“And then, if you use my other name when we are alone, you may forget, and let it slip out when the others are here,” he objected, looking down on me from his perch on the fender-stool, “and—and it’s more than likely that my sisters might notice. Theodora notices everything.”
“Yes”—gently—“so I gather.”
“And always says out what she thinks,” her brother informed me. “That’s why—if you don’t mind—I am going to continue calling you ‘Nancy’ even when we are alone.”
“Oh, certainly,” I said softly. “And I suppose I must practise trying not to feel afraid of you.”
He looked sharply at me, but I know there was no expression in my face, and my eyes seemed fixed upon the hands in my lap, upon the ring I was turning, idly, round my engagement-finger.
“Afraid of me?” he took up. “You?”
“Oh, Mr. Waters—I beg your pardon, I didn’t mean to use that name again. I was going to say, you know that we are all terrified to death of you—at the office.”

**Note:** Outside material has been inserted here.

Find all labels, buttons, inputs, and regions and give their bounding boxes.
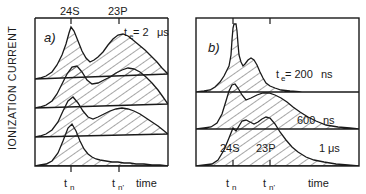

I know he guessed that I meant “but this is not the office, and I’ve lost all the wholesome awe that I still had of you only yesterday, and I’m no more terrified of you than Cariad is, now!” Without looking directly at him, I saw his keen, blonde face flush a little under its tan—this City-fied young man is oddly sunburned—and his firmly-fitted lips moved as if he were going to say something but thought better of it. After a pause he opened them again and asked:
“Do you smoke—er—Nancy?”
“No, thanks very much,” I said primly.